0
Article ? AI-assigned paper type based on the abstract. Classification may not be perfect — flag errors using the feedback button. Tier 2 ? Original research — experimental, observational, or case-control study. Direct primary evidence. Environmental Sources Food & Water Human Health Effects Marine & Wildlife Remediation Sign in to save

Pre-oxidization-induced change of physicochemical characteristics and removal behaviours in conventional drinking water treatment processes for polyethylene microplastics

RSC Advances 2020 23 citations ? Citation count from OpenAlex, updated daily. May differ slightly from the publisher's own count. Score: 40 ? 0–100 AI score estimating relevance to the microplastics field. Papers below 30 are filtered from public browse.
Yu Shao, Xinhong Zhou, Xiaowei Liu, Lili Wang

Summary

Researchers investigated how pre-oxidation treatments alter the physicochemical properties of polyethylene microplastics and found that oxidation changed surface characteristics and influenced removal efficiency during conventional drinking water treatment processes.

Polymers
Study Type Environmental

Microplastics (MPs), as emerging pollutants, have attracted worldwide attention due to their ecological and biological toxicity. As microplastics have been detected frequently in drinking water, it is essential to evaluate the physicochemical property change and removal behaviors of MPs in drinking water treatment processes. This study selected polyethylene microplastics (PE-MPs) as the representative, and investigated the variations in its physicochemical characteristics after oxidizing by several conventional pre-oxidants (potassium permanganate, sodium hypochlorite, and ozone). Furthermore, coagulation, sedimentation, and filtration experiments were conducted to verify whether pre-oxidization influenced the removal of microplastics. The results indicate that pre-oxidization indeed changed the hydrophobicity, specific surface area, and functional groups of PE-MPs surface exposing to water phase. These changes affected the adsorption of trace pollutants with different hydrophobicity (acesulfame, carbamazepine, and nitrobenzene). However, such changes showed a subtle effect on the removal of PE MPs by coagulation-sedimentation-filtration processes. Current findings suggest that pre-oxidization may increase the risk of pathogenic microorganisms due to the increasing oxidization-induced shelter ability of MPs towards microorganisms.

Sign in to start a discussion.

More Papers Like This

Article Tier 2

Surface characteristic and sinking behavior modifications of microplastics during potassium permanganate pre-oxidation

Researchers found that potassium permanganate pre-oxidation treatment modifies the surface characteristics of microplastics in drinking water, altering their sinking behavior and affecting how they are processed during water treatment.

Article Tier 2

Understanding and Improving Microplastic Removal during Water Treatment: Impact of Coagulation and Flocculation

Researchers systematically tested coagulation and flocculation for removing microplastics from drinking water, finding that removal efficiency depended strongly on plastic particle size and whether particles had been weathered, with smaller pristine particles being the hardest to remove.

Article Tier 2

Micro- and nanoplastics removal from water and solid matrices: Technologies, challenges, and future perspectives

Researchers reviewed a decade of research on micro- and nanoplastic removal technologies across water and solid matrices, finding that conventional water treatment achieves over 80% microplastic removal but transfers most particles to sludge rather than degrading them, while advanced oxidation processes show strong degradation potential under controlled but not yet real-world conditions.

Article Tier 2

Occurrence and removal of microplastics by advanced and conventional drinking water treatment facilities

Researchers assessed microplastic occurrence and removal efficiency at drinking water treatment plants using both conventional and advanced treatment processes. Advanced treatment steps such as ultrafiltration and activated carbon significantly improved microplastic removal compared to conventional coagulation and filtration alone.

Article Tier 2

Fate of microplastics in the drinking water production

Researchers tracked the fate of microplastics through drinking water treatment processes, finding that conventional treatment steps like coagulation, sedimentation, and filtration removed the majority of microplastics but did not eliminate them entirely.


### [TASK TO COMPLETE]
The entries are to be reproduced verbatim, and their pictures left out.

Dataset rows about figures:
*** Begin section ***
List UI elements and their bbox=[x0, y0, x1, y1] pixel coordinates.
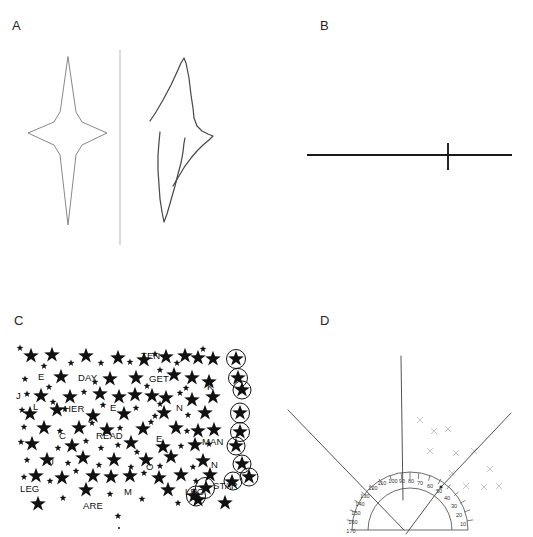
cancellation-word: READ bbox=[96, 431, 123, 441]
faint-marks-group bbox=[417, 417, 502, 490]
model-star-shape bbox=[28, 57, 107, 225]
lower-ray bbox=[406, 487, 441, 534]
cancellation-word: TEN bbox=[141, 351, 160, 361]
protractor-number: 30 bbox=[451, 503, 457, 509]
protractor-number: 150 bbox=[351, 510, 360, 516]
cancellation-word: O bbox=[146, 462, 154, 472]
panel-b-drawing bbox=[266, 0, 533, 300]
upper-left-ray bbox=[288, 410, 404, 530]
copy-star-upper-stroke bbox=[150, 58, 213, 186]
protractor-number: 40 bbox=[444, 495, 450, 501]
protractor-number: 160 bbox=[348, 519, 357, 525]
cancellation-word: GET bbox=[149, 374, 169, 384]
cancellation-word: J bbox=[16, 391, 21, 401]
cancellation-word: N bbox=[176, 403, 183, 413]
cancellation-word: M bbox=[124, 487, 132, 497]
cancellation-word: MAN bbox=[202, 437, 223, 447]
protractor-number: 70 bbox=[417, 480, 423, 486]
protractor-number: 60 bbox=[427, 483, 433, 489]
panel-c-star-field bbox=[0, 300, 266, 537]
response-rays-group bbox=[288, 356, 511, 534]
neglect-assessment-figure: A B C bbox=[0, 0, 533, 537]
panel-d-subjective-straight-ahead: D bbox=[266, 300, 533, 537]
cancellation-word: HER bbox=[64, 404, 84, 414]
panel-d-drawing: 10 20 30 40 50 60 70 80 90 100 110 120 1… bbox=[266, 300, 533, 537]
protractor-number: 10 bbox=[460, 521, 466, 527]
cancellation-word: L bbox=[33, 402, 38, 412]
convergence-vertex bbox=[439, 485, 442, 488]
panel-c-star-cancellation: C bbox=[0, 300, 266, 537]
protractor-number: 140 bbox=[355, 501, 364, 507]
cancellation-word: E bbox=[110, 403, 116, 413]
panel-a-drawing bbox=[0, 0, 266, 300]
panel-a-figure-copying: A bbox=[0, 0, 266, 300]
protractor-number: 130 bbox=[360, 493, 369, 499]
cancellation-word: LEG bbox=[185, 487, 204, 497]
stray-dot bbox=[118, 527, 120, 529]
protractor-number: 170 bbox=[346, 528, 355, 534]
cancellation-word: DAY bbox=[78, 373, 97, 383]
protractor-number: 90 bbox=[399, 478, 405, 484]
cancellation-word: K bbox=[207, 382, 213, 392]
copy-star-lower-stroke bbox=[158, 132, 185, 222]
cancellation-word: ARE bbox=[83, 501, 103, 511]
cancellation-word: U bbox=[47, 457, 54, 467]
upper-right-ray bbox=[441, 413, 511, 487]
cancellation-word: C bbox=[59, 431, 66, 441]
cancellation-word: LEG bbox=[20, 484, 39, 494]
cancellation-word: N bbox=[211, 460, 218, 470]
cancellation-word: E bbox=[38, 372, 44, 382]
protractor-number: 110 bbox=[378, 480, 387, 486]
protractor-number: 20 bbox=[456, 512, 462, 518]
protractor-number: 80 bbox=[408, 478, 414, 484]
panel-b-line-bisection: B bbox=[266, 0, 533, 300]
cancellation-word: E bbox=[156, 434, 162, 444]
protractor-number: 100 bbox=[388, 478, 397, 484]
cancellation-word: STAR bbox=[213, 481, 238, 491]
protractor-number: 120 bbox=[368, 485, 377, 491]
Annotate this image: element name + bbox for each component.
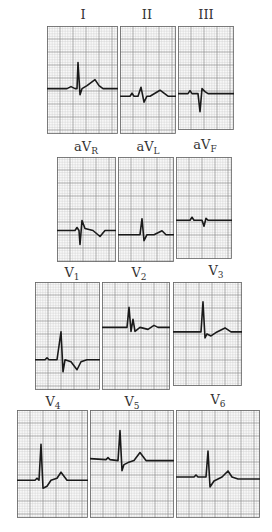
lead-label-aVF: aVF [185,138,225,154]
grid-background [17,410,88,518]
grid-background [47,26,118,134]
ecg-grid-paper [90,410,174,518]
ecg-grid-paper [102,282,170,390]
lead-label-V2: V2 [124,266,154,282]
ecg-panel-V6 [176,410,260,518]
ecg-grid-paper [178,26,234,130]
ecg-grid-paper [47,26,118,134]
lead-label-V4: V4 [38,395,68,411]
lead-label-aVR: aVR [66,140,106,156]
lead-label-aVL: aVL [128,140,168,156]
grid-background [176,157,232,259]
ecg-grid-paper [35,282,100,390]
lead-label-III: III [194,8,218,21]
grid-background [90,410,174,518]
grid-background [176,410,260,518]
ecg-grid-paper [173,282,242,386]
ecg-panel-aVR [57,157,116,262]
ecg-panel-aVL [118,157,174,262]
ecg-panel-V1 [35,282,100,390]
ecg-panel-II [120,26,176,134]
ecg-grid-paper [176,157,232,259]
lead-label-V5: V5 [117,395,147,411]
lead-label-V6: V6 [203,393,233,409]
ecg-panel-III [178,26,234,130]
ecg-panel-I [47,26,118,134]
ecg-panel-V2 [102,282,170,390]
ecg-panel-V3 [173,282,242,386]
ecg-panel-aVF [176,157,232,259]
lead-label-II: II [137,8,157,21]
ecg-grid-paper [176,410,260,518]
ecg-grid-paper [17,410,88,518]
grid-background [120,26,176,134]
lead-label-V3: V3 [201,264,231,280]
ecg-grid-paper [118,157,174,262]
lead-label-V1: V1 [57,266,87,282]
ecg-panel-V4 [17,410,88,518]
ecg-grid-paper [120,26,176,134]
ecg-panel-V5 [90,410,174,518]
grid-background [35,282,100,390]
ecg-grid-paper [57,157,116,262]
lead-label-I: I [73,8,93,21]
*** End section ***
### [TASK RESPONSE]
List UI elements and their bbox=[x0, y0, x1, y1] pixel coordinates.
cancellation-word: READ bbox=[96, 431, 123, 441]
faint-marks-group bbox=[417, 417, 502, 490]
model-star-shape bbox=[28, 57, 107, 225]
lower-ray bbox=[406, 487, 441, 534]
cancellation-word: TEN bbox=[141, 351, 160, 361]
protractor-number: 30 bbox=[451, 503, 457, 509]
protractor-number: 150 bbox=[351, 510, 360, 516]
cancellation-word: O bbox=[146, 462, 154, 472]
panel-b-drawing bbox=[266, 0, 533, 300]
upper-left-ray bbox=[288, 410, 404, 530]
copy-star-upper-stroke bbox=[150, 58, 213, 186]
protractor-number: 40 bbox=[444, 495, 450, 501]
protractor-number: 160 bbox=[348, 519, 357, 525]
cancellation-word: GET bbox=[149, 374, 169, 384]
cancellation-word: J bbox=[16, 391, 21, 401]
cancellation-word: N bbox=[176, 403, 183, 413]
cancellation-word: M bbox=[124, 487, 132, 497]
cancellation-word: MAN bbox=[202, 437, 223, 447]
protractor-number: 70 bbox=[417, 480, 423, 486]
protractor-number: 60 bbox=[427, 483, 433, 489]
panel-c-star-field bbox=[0, 300, 266, 537]
response-rays-group bbox=[288, 356, 511, 534]
neglect-assessment-figure: A B C bbox=[0, 0, 533, 537]
panel-d-subjective-straight-ahead: D bbox=[266, 300, 533, 537]
cancellation-word: HER bbox=[64, 404, 84, 414]
panel-d-drawing: 10 20 30 40 50 60 70 80 90 100 110 120 1… bbox=[266, 300, 533, 537]
protractor-number: 10 bbox=[460, 521, 466, 527]
cancellation-word: L bbox=[33, 402, 38, 412]
convergence-vertex bbox=[439, 485, 442, 488]
panel-c-star-cancellation: C bbox=[0, 300, 266, 537]
protractor-number: 140 bbox=[355, 501, 364, 507]
cancellation-word: E bbox=[110, 403, 116, 413]
panel-a-drawing bbox=[0, 0, 266, 300]
panel-a-figure-copying: A bbox=[0, 0, 266, 300]
protractor-number: 130 bbox=[360, 493, 369, 499]
cancellation-word: LEG bbox=[185, 487, 204, 497]
stray-dot bbox=[118, 527, 120, 529]
protractor-number: 170 bbox=[346, 528, 355, 534]
cancellation-word: DAY bbox=[78, 373, 97, 383]
protractor-number: 90 bbox=[399, 478, 405, 484]
cancellation-word: K bbox=[207, 382, 213, 392]
copy-star-lower-stroke bbox=[158, 132, 185, 222]
cancellation-word: ARE bbox=[83, 501, 103, 511]
cancellation-word: U bbox=[47, 457, 54, 467]
upper-right-ray bbox=[441, 413, 511, 487]
cancellation-word: C bbox=[59, 431, 66, 441]
cancellation-word: LEG bbox=[20, 484, 39, 494]
cancellation-word: N bbox=[211, 460, 218, 470]
cancellation-word: E bbox=[38, 372, 44, 382]
protractor-number: 110 bbox=[378, 480, 387, 486]
protractor-number: 20 bbox=[456, 512, 462, 518]
protractor-number: 80 bbox=[408, 478, 414, 484]
panel-b-line-bisection: B bbox=[266, 0, 533, 300]
cancellation-word: E bbox=[156, 434, 162, 444]
protractor-number: 100 bbox=[388, 478, 397, 484]
cancellation-word: STAR bbox=[213, 481, 238, 491]
protractor-number: 120 bbox=[368, 485, 377, 491]
Annotate this image: element name + bbox for each component.
lead-label-aVF: aVF [185,138,225,154]
grid-background [17,410,88,518]
grid-background [47,26,118,134]
ecg-grid-paper [90,410,174,518]
ecg-grid-paper [102,282,170,390]
lead-label-V2: V2 [124,266,154,282]
ecg-panel-V6 [176,410,260,518]
ecg-grid-paper [178,26,234,130]
ecg-grid-paper [47,26,118,134]
lead-label-V4: V4 [38,395,68,411]
lead-label-aVR: aVR [66,140,106,156]
lead-label-aVL: aVL [128,140,168,156]
grid-background [176,157,232,259]
ecg-grid-paper [35,282,100,390]
lead-label-III: III [194,8,218,21]
grid-background [90,410,174,518]
grid-background [176,410,260,518]
ecg-grid-paper [173,282,242,386]
ecg-panel-aVR [57,157,116,262]
ecg-panel-aVL [118,157,174,262]
ecg-panel-V1 [35,282,100,390]
ecg-panel-II [120,26,176,134]
ecg-grid-paper [176,157,232,259]
lead-label-V5: V5 [117,395,147,411]
lead-label-V6: V6 [203,393,233,409]
ecg-panel-III [178,26,234,130]
ecg-panel-I [47,26,118,134]
ecg-panel-V2 [102,282,170,390]
ecg-panel-V3 [173,282,242,386]
ecg-panel-aVF [176,157,232,259]
lead-label-II: II [137,8,157,21]
ecg-grid-paper [176,410,260,518]
ecg-grid-paper [17,410,88,518]
grid-background [120,26,176,134]
lead-label-V3: V3 [201,264,231,280]
ecg-grid-paper [118,157,174,262]
lead-label-V1: V1 [57,266,87,282]
ecg-panel-V4 [17,410,88,518]
ecg-grid-paper [120,26,176,134]
ecg-panel-V5 [90,410,174,518]
grid-background [35,282,100,390]
ecg-grid-paper [57,157,116,262]
lead-label-I: I [73,8,93,21]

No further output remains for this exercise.